I use a mock-Southern accent to persuade them I am an idiot and to deter them.

It never works.

"Lawdy, lawdy," they write back," we already done tried that, and it was no darned good at all, no, Suh. Delia Smith didn't ever write back at all, and Jamie Oliver jest sent a load of Waitrose brochures. Hugh Fearnley-Whittingstall sent us a handwritten reply saying 'This is a handwritten reply from Hugh Fearnley-Whittingstall. Please desist from contacting me in future.' So it sure looks like you are our last resort, Mr Kington, kind sir ..."

Well, I am as susceptible to flattery as the next man.

And when you read in the papers how celebrities have celebrated their birthdays with fantastical birthday cakes, you can understand the desire of ordinary people to emulate them.

Was it not Liz Hurley who had a birthday cake made in the shape of herself?

Was it not Elton John who had himself fired into space in his own birthday cake rocket?

Was it not Pete Doherty who was arrested for possession of a birthday cake?

And was it not Nicholas Serota who bought Damien Hirst's "Birthday Cake" for Tate Modern with the immortal words, "By the time anyone has worked out if this is any good or not, I shall be retired on a fat pension"?

So let's get cracking with that cake mix!

But first, a word from a philosopher, Professor Hugh Scranton.

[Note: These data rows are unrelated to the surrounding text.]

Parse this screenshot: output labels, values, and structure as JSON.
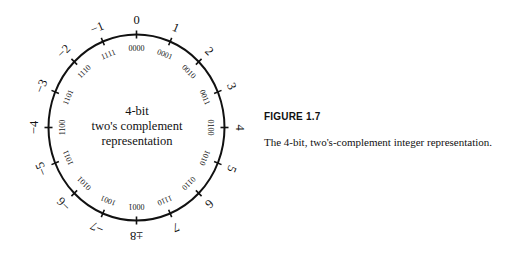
{
  "diagram": {
    "center_text": [
      "4-bit",
      "two's complement",
      "representation"
    ],
    "decimal_labels": [
      "0",
      "1",
      "2",
      "3",
      "4",
      "5",
      "6",
      "7",
      "±8",
      "−7",
      "−6",
      "−5",
      "−4",
      "−3",
      "−2",
      "−1"
    ],
    "binary_labels": [
      "0000",
      "0001",
      "0010",
      "0011",
      "0100",
      "0101",
      "0110",
      "0111",
      "1000",
      "1001",
      "1010",
      "1011",
      "1100",
      "1101",
      "1110",
      "1111"
    ],
    "binary_labels_as_rendered": [
      "0000",
      "0001",
      "0010",
      "0011",
      "0100",
      "1010",
      "0110",
      "1110",
      "0001",
      "1001",
      "0101",
      "1011",
      "1100",
      "1101",
      "1110",
      "1111"
    ],
    "stroke_color": "#111111"
  },
  "figure": {
    "label": "FIGURE 1.7",
    "caption": "The 4-bit, two's-complement integer representation."
  }
}
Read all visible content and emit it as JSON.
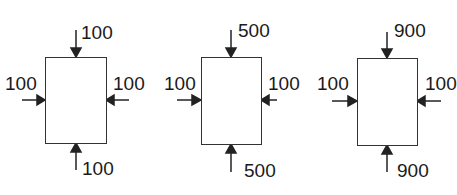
{
  "diagram": {
    "colors": {
      "stroke": "#333333",
      "text": "#1a1a1a",
      "background": "#ffffff"
    },
    "panels": [
      {
        "top": "100",
        "bottom": "100",
        "left": "100",
        "right": "100"
      },
      {
        "top": "500",
        "bottom": "500",
        "left": "100",
        "right": "100"
      },
      {
        "top": "900",
        "bottom": "900",
        "left": "100",
        "right": "100"
      }
    ]
  }
}
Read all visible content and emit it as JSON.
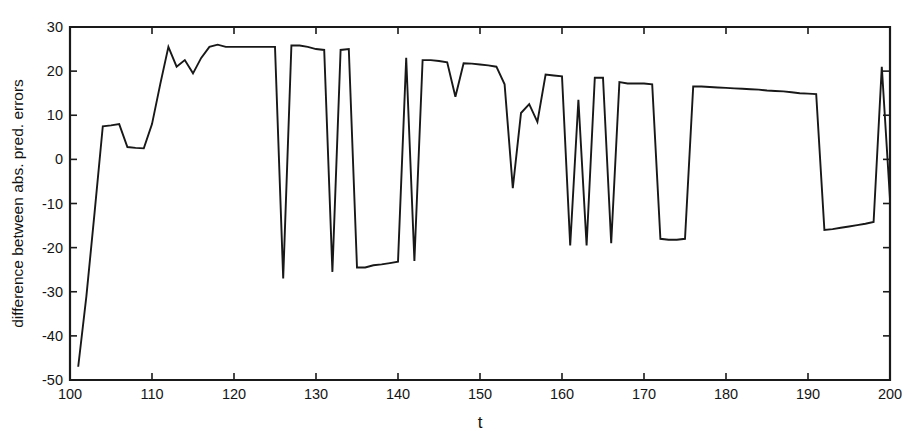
{
  "chart_data": {
    "type": "line",
    "title": "",
    "subtitle": "",
    "xlabel": "t",
    "ylabel": "difference between abs. pred. errors",
    "xlim": [
      100,
      200
    ],
    "ylim": [
      -50,
      30
    ],
    "xticks": [
      100,
      110,
      120,
      130,
      140,
      150,
      160,
      170,
      180,
      190,
      200
    ],
    "yticks": [
      -50,
      -40,
      -30,
      -20,
      -10,
      0,
      10,
      20,
      30
    ],
    "xtick_labels": [
      "100",
      "110",
      "120",
      "130",
      "140",
      "150",
      "160",
      "170",
      "180",
      "190",
      "200"
    ],
    "ytick_labels": [
      "-50",
      "-40",
      "-30",
      "-20",
      "-10",
      "0",
      "10",
      "20",
      "30"
    ],
    "grid": false,
    "legend": null,
    "line_color": "#181818",
    "series": [
      {
        "name": "difference between abs. pred. errors",
        "x": [
          101,
          102,
          103,
          104,
          105,
          106,
          107,
          108,
          109,
          110,
          111,
          112,
          113,
          114,
          115,
          116,
          117,
          118,
          119,
          120,
          121,
          122,
          123,
          124,
          125,
          126,
          127,
          128,
          129,
          130,
          131,
          132,
          133,
          134,
          135,
          136,
          137,
          138,
          139,
          140,
          141,
          142,
          143,
          144,
          145,
          146,
          147,
          148,
          149,
          150,
          151,
          152,
          153,
          154,
          155,
          156,
          157,
          158,
          159,
          160,
          161,
          162,
          163,
          164,
          165,
          166,
          167,
          168,
          169,
          170,
          171,
          172,
          173,
          174,
          175,
          176,
          177,
          178,
          179,
          180,
          181,
          182,
          183,
          184,
          185,
          186,
          187,
          188,
          189,
          190,
          191,
          192,
          193,
          194,
          195,
          196,
          197,
          198,
          199,
          200
        ],
        "y": [
          -47.0,
          -31.0,
          -12.0,
          7.5,
          7.7,
          8.0,
          2.8,
          2.6,
          2.5,
          8.0,
          17.0,
          25.5,
          21.0,
          22.5,
          19.5,
          23.0,
          25.5,
          26.0,
          25.5,
          25.5,
          25.5,
          25.5,
          25.5,
          25.5,
          25.5,
          -27.0,
          25.8,
          25.8,
          25.5,
          25.0,
          24.8,
          -25.5,
          24.8,
          25.0,
          -24.5,
          -24.5,
          -24.0,
          -23.8,
          -23.5,
          -23.2,
          23.0,
          -23.0,
          22.5,
          22.5,
          22.3,
          22.0,
          14.2,
          21.8,
          21.7,
          21.5,
          21.3,
          21.0,
          17.0,
          -6.5,
          10.5,
          12.5,
          8.5,
          19.2,
          19.0,
          18.8,
          -19.5,
          13.5,
          -19.5,
          18.5,
          18.5,
          -19.0,
          17.5,
          17.2,
          17.2,
          17.2,
          17.0,
          -18.0,
          -18.2,
          -18.2,
          -18.0,
          16.5,
          16.5,
          16.4,
          16.3,
          16.2,
          16.1,
          16.0,
          15.9,
          15.8,
          15.6,
          15.5,
          15.4,
          15.2,
          15.0,
          14.9,
          14.8,
          -16.0,
          -15.8,
          -15.5,
          -15.2,
          -14.9,
          -14.6,
          -14.2,
          21.0,
          -9.0
        ]
      }
    ]
  }
}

"Hello. Hugh Scranton here. I specialise in philosophy as applied to daily life. Yes, yes, a bit like A C Grayling or Alain de Botton. But for heaven's sake, you might think that those two were the only pop philosophers in the business! Honestly, every time I open the paper, it's Grayling this and de Botton that! Don't people realise that there are other fresh voices waiting to be heard? Eh?

"Sorry. Not very philosophical. Pull myself together. Now, the thing about birthday cakes is that they represent the ultimate dichotomy between function and uselessness. The cake itself is for eating. Dull, daily fare. But the superstructure is pure fantasy! It's the tracery of the icing versus the stodgy filling! Play combined with duty! On top we have the sugary world of the imagination and beneath it the lumpen world of flour, eggs and raisins, a metaphor for the combination of spiritual human aspirations with our base nature! Was it not Nietzsche who said...?"

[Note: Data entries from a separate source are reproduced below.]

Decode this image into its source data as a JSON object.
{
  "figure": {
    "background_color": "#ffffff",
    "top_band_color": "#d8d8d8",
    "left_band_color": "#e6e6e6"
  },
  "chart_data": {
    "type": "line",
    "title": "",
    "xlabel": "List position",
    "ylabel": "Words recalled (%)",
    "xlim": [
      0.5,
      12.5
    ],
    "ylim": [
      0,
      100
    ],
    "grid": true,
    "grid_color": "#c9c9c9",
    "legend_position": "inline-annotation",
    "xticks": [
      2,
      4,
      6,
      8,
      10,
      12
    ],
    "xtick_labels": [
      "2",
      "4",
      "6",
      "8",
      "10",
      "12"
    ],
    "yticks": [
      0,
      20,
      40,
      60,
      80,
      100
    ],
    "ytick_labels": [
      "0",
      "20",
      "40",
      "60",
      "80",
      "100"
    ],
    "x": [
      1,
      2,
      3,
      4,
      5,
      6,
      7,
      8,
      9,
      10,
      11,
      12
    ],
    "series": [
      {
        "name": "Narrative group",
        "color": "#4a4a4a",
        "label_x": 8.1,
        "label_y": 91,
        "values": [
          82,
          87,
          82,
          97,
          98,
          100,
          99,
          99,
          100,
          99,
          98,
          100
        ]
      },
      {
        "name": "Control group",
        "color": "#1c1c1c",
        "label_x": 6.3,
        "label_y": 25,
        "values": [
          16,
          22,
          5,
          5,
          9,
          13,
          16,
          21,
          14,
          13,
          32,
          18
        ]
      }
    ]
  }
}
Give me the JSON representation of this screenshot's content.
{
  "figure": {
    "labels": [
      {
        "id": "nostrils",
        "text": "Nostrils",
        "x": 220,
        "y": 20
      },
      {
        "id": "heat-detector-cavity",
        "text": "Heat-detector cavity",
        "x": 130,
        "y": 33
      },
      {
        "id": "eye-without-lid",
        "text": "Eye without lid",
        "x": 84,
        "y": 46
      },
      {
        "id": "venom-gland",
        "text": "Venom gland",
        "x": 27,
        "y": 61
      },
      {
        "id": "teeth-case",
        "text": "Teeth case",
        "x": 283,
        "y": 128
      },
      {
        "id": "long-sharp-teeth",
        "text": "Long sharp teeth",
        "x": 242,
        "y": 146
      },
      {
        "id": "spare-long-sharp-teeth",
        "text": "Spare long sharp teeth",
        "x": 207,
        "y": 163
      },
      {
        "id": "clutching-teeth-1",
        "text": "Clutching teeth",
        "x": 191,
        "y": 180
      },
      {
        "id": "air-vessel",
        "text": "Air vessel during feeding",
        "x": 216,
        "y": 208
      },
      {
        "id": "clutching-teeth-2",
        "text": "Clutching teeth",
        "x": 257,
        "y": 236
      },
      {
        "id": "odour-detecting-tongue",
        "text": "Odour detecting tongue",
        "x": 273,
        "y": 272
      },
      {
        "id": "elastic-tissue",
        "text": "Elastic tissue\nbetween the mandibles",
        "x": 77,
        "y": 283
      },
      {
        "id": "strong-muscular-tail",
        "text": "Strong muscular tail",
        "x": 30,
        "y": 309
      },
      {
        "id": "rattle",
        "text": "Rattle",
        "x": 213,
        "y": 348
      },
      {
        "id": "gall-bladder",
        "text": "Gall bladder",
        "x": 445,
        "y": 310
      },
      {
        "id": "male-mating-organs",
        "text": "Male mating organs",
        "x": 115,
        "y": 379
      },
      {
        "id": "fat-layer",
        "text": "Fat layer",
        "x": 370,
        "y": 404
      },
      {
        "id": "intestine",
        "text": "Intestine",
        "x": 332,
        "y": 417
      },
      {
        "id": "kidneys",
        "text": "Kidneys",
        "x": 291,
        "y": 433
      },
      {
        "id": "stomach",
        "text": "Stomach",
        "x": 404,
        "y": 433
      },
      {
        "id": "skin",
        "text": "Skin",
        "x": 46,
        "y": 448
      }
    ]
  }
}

Well, that will teach us to let a philosopher in on the act. Let's try a structural engineer instead. Sir Fergus MacQuill.

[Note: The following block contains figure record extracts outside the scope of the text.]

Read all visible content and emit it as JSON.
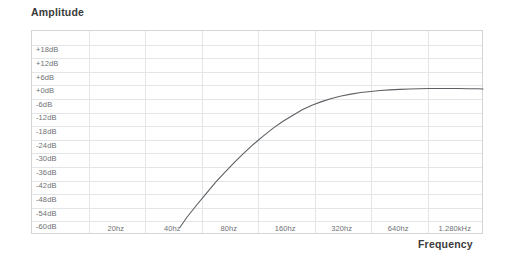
{
  "axes": {
    "y_title": "Amplitude",
    "x_title": "Frequency"
  },
  "chart_data": {
    "type": "line",
    "title": "Amplitude",
    "xlabel": "Frequency",
    "ylabel": "Amplitude",
    "grid": true,
    "legend": false,
    "line_color": "#5d6064",
    "grid_color": "#e3e5e7",
    "frame_color": "#d2d4d6",
    "background": "#ffffff",
    "y_ticks": [
      "+18dB",
      "+12dB",
      "+6dB",
      "+0dB",
      "-6dB",
      "-12dB",
      "-18dB",
      "-24dB",
      "-30dB",
      "-36dB",
      "-42dB",
      "-48dB",
      "-54dB",
      "-60dB"
    ],
    "y_tick_values": [
      18,
      12,
      6,
      0,
      -6,
      -12,
      -18,
      -24,
      -30,
      -36,
      -42,
      -48,
      -54,
      -60
    ],
    "ylim": [
      -60,
      24
    ],
    "x_ticks": [
      "20hz",
      "40hz",
      "80hz",
      "160hz",
      "320hz",
      "640hz",
      "1.280kHz"
    ],
    "x_tick_values": [
      20,
      40,
      80,
      160,
      320,
      640,
      1280
    ],
    "xlim": [
      10,
      1810
    ],
    "x_scale": "log2-octave",
    "series": [
      {
        "name": "High-pass filter response",
        "x": [
          44,
          48,
          54,
          60,
          68,
          76,
          86,
          96,
          108,
          122,
          138,
          155,
          175,
          197,
          222,
          250,
          282,
          318,
          358,
          404,
          455,
          513,
          578,
          652,
          735,
          828,
          934,
          1053,
          1187,
          1338,
          1510,
          1700,
          1810
        ],
        "y": [
          -60.0,
          -55.5,
          -50.2,
          -45.6,
          -40.2,
          -35.9,
          -31.3,
          -27.4,
          -23.5,
          -19.8,
          -16.3,
          -13.4,
          -10.7,
          -8.2,
          -6.2,
          -4.6,
          -3.2,
          -2.1,
          -1.3,
          -0.6,
          -0.1,
          0.3,
          0.6,
          0.8,
          1.0,
          1.1,
          1.2,
          1.2,
          1.2,
          1.2,
          1.1,
          1.1,
          1.0
        ]
      }
    ]
  }
}
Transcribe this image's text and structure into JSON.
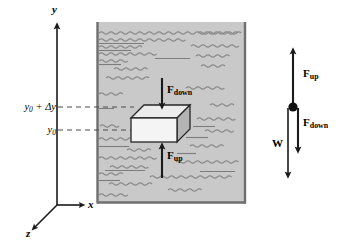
{
  "figure": {
    "colors": {
      "fluid_fill": "#c9c9c9",
      "fluid_wave": "#8c8c8c",
      "container_wall": "#7a7a7a",
      "block_front": "#f2f2f2",
      "block_top": "#e8e8e8",
      "block_side": "#b8b8b8",
      "block_outline": "#2b2b2b",
      "arrow": "#1a1a1a",
      "dashed": "#555555",
      "axis": "#1a1a1a"
    }
  },
  "axes": {
    "y_label": "y",
    "x_label": "x",
    "z_label": "z"
  },
  "ticks": [
    {
      "id": "upper",
      "label_main": "y",
      "label_sub": "0",
      "label_rest": " + Δy",
      "value": "y0 + Δy"
    },
    {
      "id": "lower",
      "label_main": "y",
      "label_sub": "0",
      "label_rest": "",
      "value": "y0"
    }
  ],
  "block_forces": {
    "down": {
      "name": "F",
      "sub": "down"
    },
    "up": {
      "name": "F",
      "sub": "up"
    }
  },
  "free_body": {
    "up": {
      "name": "F",
      "sub": "up"
    },
    "down": {
      "name": "F",
      "sub": "down"
    },
    "weight": {
      "name": "W",
      "sub": ""
    }
  }
}
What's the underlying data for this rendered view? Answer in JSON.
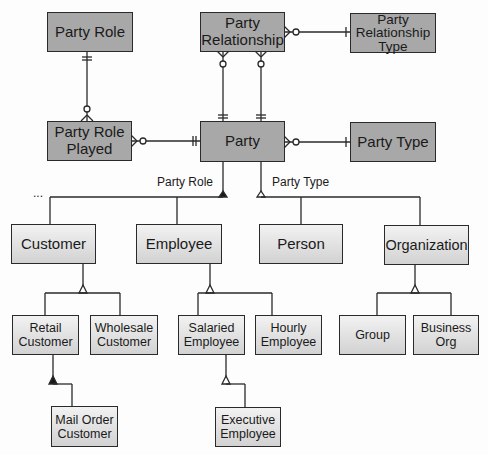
{
  "diagram": {
    "type": "entity-relationship / supertype-subtype",
    "entities": {
      "party_role": "Party Role",
      "party_relationship": "Party Relationship",
      "party_relationship_type": "Party Relationship Type",
      "party_role_played": "Party Role Played",
      "party": "Party",
      "party_type": "Party Type",
      "customer": "Customer",
      "employee": "Employee",
      "person": "Person",
      "organization": "Organization",
      "retail_customer": "Retail Customer",
      "wholesale_customer": "Wholesale Customer",
      "salaried_employee": "Salaried Employee",
      "hourly_employee": "Hourly Employee",
      "group": "Group",
      "business_org": "Business Org",
      "mail_order_customer": "Mail Order Customer",
      "executive_employee": "Executive Employee"
    },
    "subtype_labels": {
      "party_role": "Party Role",
      "party_type": "Party Type"
    },
    "ellipsis": "...",
    "colors": {
      "entity_fill": "#a8a8a8",
      "subtype_fill": "#e0e0e0",
      "line": "#2a2a2a"
    },
    "relationships": [
      {
        "from": "Party Role",
        "to": "Party Role Played",
        "cardinality": "one-to-zero-or-many"
      },
      {
        "from": "Party",
        "to": "Party Role Played",
        "cardinality": "one-to-zero-or-many"
      },
      {
        "from": "Party",
        "to": "Party Relationship",
        "cardinality": "one-to-zero-or-many (x2)"
      },
      {
        "from": "Party Relationship Type",
        "to": "Party Relationship",
        "cardinality": "one-to-zero-or-many"
      },
      {
        "from": "Party Type",
        "to": "Party",
        "cardinality": "one-to-zero-or-many"
      }
    ]
  }
}
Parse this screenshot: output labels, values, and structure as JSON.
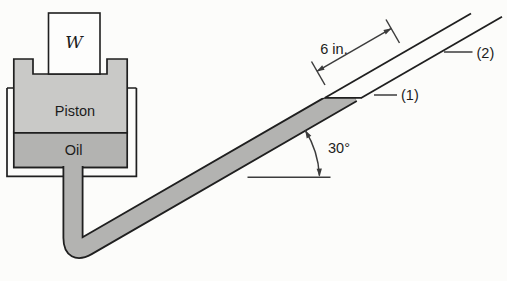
{
  "figure": {
    "kind": "piston-cylinder-inclined-tube-manometer-diagram",
    "labels": {
      "weight": "W",
      "piston": "Piston",
      "oil": "Oil",
      "dimension": "6 in.",
      "angle": "30°",
      "point1": "(1)",
      "point2": "(2)"
    },
    "values": {
      "incline_angle_deg": 30,
      "marked_tube_length": "6 in."
    },
    "colors": {
      "background": "#fcfcfa",
      "piston_fill": "#c9c9c7",
      "oil_fill": "#b3b3b1",
      "weight_fill": "#fdfdfc",
      "outline": "#1f1f1f",
      "annotation": "#3c3c3c",
      "text": "#1c1c1c"
    }
  }
}
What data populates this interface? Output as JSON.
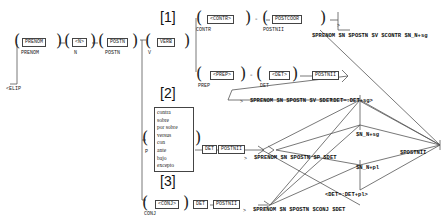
{
  "graph": {
    "initial_node": "<ELIP",
    "sections": [
      "[1]",
      "[2]",
      "[3]"
    ],
    "top_chain": [
      {
        "box": "PRENOM",
        "label": "PRENOM"
      },
      {
        "box": "<N>",
        "label": "N"
      },
      {
        "box": "POSTN",
        "label": "POSTN"
      }
    ],
    "branch1": {
      "verb": {
        "box": "VERB",
        "label": "V"
      },
      "contr": {
        "box": "<CONTR>",
        "label": "CONTR"
      },
      "postcoor": {
        "box": "POSTCOOR",
        "label": "POSTNII"
      },
      "prep": {
        "box": "<PREP>",
        "label": "PREP"
      },
      "det": {
        "box": "<DET>",
        "label": "DET"
      },
      "postnii": "POSTNII",
      "output_contr": "$PRENOM $N $POSTN $V $CONTR $N_N+sg",
      "output_det": "$PRENOM $N $POSTN $V $DET"
    },
    "branch2": {
      "prepositions": [
        "contra",
        "sobre",
        "por sobre",
        "versus",
        "con",
        "ante",
        "bajo",
        "excepto"
      ],
      "label": "P",
      "det": "DET",
      "postnii": "POSTNII",
      "output": "$PRENOM $N $POSTN $P $DET"
    },
    "branch3": {
      "conj": {
        "box": "<CONJ>",
        "label": "CONJ"
      },
      "det": "DET",
      "postnii": "POSTNII",
      "output": "$PRENOM $N $POSTN $CONJ $DET"
    },
    "agreement": {
      "det_sg": "<DET=:DET+sg>",
      "n_sg": "$N_N+sg",
      "n_pl": "$N_N+pl",
      "det_pl": "<DET=:DET+pl>"
    },
    "final_node": "$POSTNII",
    "arrow_marker": ">"
  }
}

"Hello, there. You know, I am sometimes horrified to find that people are prepared to accept the first design of birthday cake that comes along. You should put the cake project out to tender to at least four different companies. Get the drawings. Choose the right design. Commission the scale models. Why models? Because marzipan is a very poor load-bearing material, and the greatest care has to be taken not to ask it to do too much. I wonder if anyone still remembers the great Royal Birthday Cake Disaster of 1859?

"An instructive tale. No less an expert than Sir Joseph Paxton, designer of the Crystal Palace, had been drafted in to design and build the cake for Queen Victoria's 40th birthday. Ten feet high, self-draining, able to withstand winds of up to 40 miles per hour, it seemed a marvel of the age. Yet there was one thing that Old Sir Joseph had forgotten. Marzipan will expand in the heat of a crowded drawing room. And so it was that when Crown Prince Ludwig of Hesse strayed incautiously close to the cake, he looked up too late to see the whole structure buckling and collapsing towards him ..."

Alas, I am afraid I have run out of my allotted words and will have to return to this recipe some other time. Watch this space for ingredients and method!